Introverted middle-aged American migrant Phillip Vanderploeg (Brendan Fraser) toils away at cheesy acting gigs in Tokyo while hoping for his agent to score him a breakout television role, until he is offered a more stable job in a rental family agency run by debonair boss Shinji (Hira Takehiro). His new role? An in-demand “token white guy” for every occasion. Initially thrown off by the cultural shock of it all, he soon warms to each eccentric part that comes his way. Soon, Phillip is presented with two major long-term assignments: one from a single Japanese mother (Shinozaki Shino) who needs him to appear for the first time to ‘their’ young daughter Mia (Shannon Mahina Gorman) so they can enrol her into a prestigious school; and the other from the daughter of a famous retired actor Hasegawa Kikuo (an excellent Emoto Akira), who needs Phillip to play a magazine journalist interested in writing about her father’s career and legacy before dementia consumes him. But without any training for the part, Phillip quickly makes the mistake of getting too emotionally attached to both of his clients, and it is this slip that elevates the core of the story from comically offbeat to emotionally resonant. A small parallel storyline involving Phillip’s colleague Aiko (Yamamoto Mari) also echoes this job’s conflicting nature: initially protective of the work they do, the strain of cycling through a variety of ghastly masks without any semblance of emotional investment on her part finally takes a toll on her well-being.

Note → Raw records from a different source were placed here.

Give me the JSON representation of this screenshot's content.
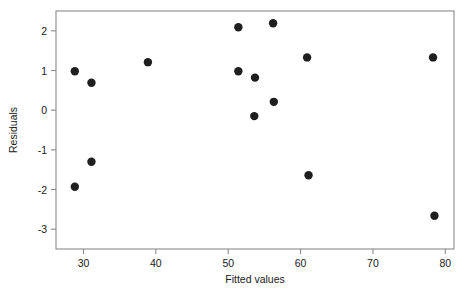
{
  "chart_data": {
    "type": "scatter",
    "title": "",
    "xlabel": "Fitted values",
    "ylabel": "Residuals",
    "xlim": [
      26.2,
      81.2
    ],
    "ylim": [
      -3.5,
      2.5
    ],
    "xticks": [
      30,
      40,
      50,
      60,
      70,
      80
    ],
    "xtick_labels": [
      "30",
      "40",
      "50",
      "60",
      "70",
      "80"
    ],
    "yticks": [
      2,
      1,
      0,
      -1,
      -2,
      -3
    ],
    "ytick_labels": [
      "2",
      "1",
      "0",
      "-1",
      "-2",
      "-3"
    ],
    "grid": false,
    "legend": null,
    "marker": "filled-circle",
    "marker_color": "#1f1f1f",
    "marker_size": 4.2,
    "frame_color": "#8a8a8a",
    "points": [
      {
        "x": 28.8,
        "y": 0.98
      },
      {
        "x": 31.1,
        "y": 0.69
      },
      {
        "x": 28.8,
        "y": -1.93
      },
      {
        "x": 31.1,
        "y": -1.3
      },
      {
        "x": 38.9,
        "y": 1.21
      },
      {
        "x": 51.4,
        "y": 2.09
      },
      {
        "x": 51.4,
        "y": 0.98
      },
      {
        "x": 53.7,
        "y": 0.82
      },
      {
        "x": 53.6,
        "y": -0.15
      },
      {
        "x": 56.2,
        "y": 2.19
      },
      {
        "x": 56.3,
        "y": 0.21
      },
      {
        "x": 60.9,
        "y": 1.33
      },
      {
        "x": 61.1,
        "y": -1.64
      },
      {
        "x": 78.3,
        "y": 1.33
      },
      {
        "x": 78.5,
        "y": -2.66
      }
    ],
    "n_points": 15
  }
}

Osaka-born Miyazaki Mitsuyo, who goes by the mononym Hikari (meaning ‘radiance’, from the native Japanese reading of the first half of her given name), studied in the US as a teenager and later attained performing arts and filmmaking degrees. Her 2019 feature directorial debut was the astonishing 37 Seconds (TIFF 2019), about an aspiring manga artist with cerebral palsy who breaks free from the shackles of her protective mother to learn about sexuality from a kindly prostitute (the tart-with-a-heart trope is interestingly revived in Rental Family). From here, she directed episodes of the critically acclaimed American television serials Tokyo Vice (2022) and Beef (2023) before landing this project. 37 Seconds’ American co-cinematographer Stephen Blahut graduated to co-write (and executive produce) Rental Family alongside Hikari, inspired by his experience of coming across a rental family ad while job hunting in Japan. Beyond the film’s surface-level commentary on loneliness and alienation in contemporary Japan, Hikari does us the favour of stating in plain terms in a handful of scenes just how different Japanese culture is from those in Western spheres. Under the lens of a non-Japanese director of Japanese content, such nuances are usually lost. But because this film’s primary target is a specifically Western audience, Hikari self-consciously underlines these differences. Indeed, by the film’s end, we see a spirited defense of the rental family agency industry—and by extension, Japanese society’s need for it.

There is a third albatross that Hikari’s film could strike should it awaken the consciousness of Japanese audiences when it opens theatrically in Japan next month. At a time when Japan is facing a constant deluge of inbound foreigners due to decades of declining demographics and popular appeal alike, Hikari’s film should serve as introspection about how this stark reality is changing the island’s relationship with foreigners—especially in the unofficial racial hierarchy that exists within this group. Based on recent political developments in Japan, it appears a considerable portion of the electorate is fantasizing about a restoration of the country’s ‘locked country’ policy, which lasted over 200 years between the mid-17th to 19th centuries and which was marked by, among other things, a ‘no foreigners’ rule with only two exceptions. Phillip Vanderploeg is a white American male who has lived in Japan for seven years, is clearly a Japanophile, speaks passable Japanese but is not fluent, and gets by on meagre acting gigs only because advertisers and rental family clients prefer betting on a Caucasian commodity—even during an economic depression, as the film tells us. Foreigners from other demographics who comprise the more critical spine of Japan’s labour force might look on with envy or antipathy at this portrayal and wonder why such primacy seems to be exclusive and enduring. Soberingly, they might be told that just like during Japan’s isolationist period centuries ago, today only Dutchmen are the model foreigners.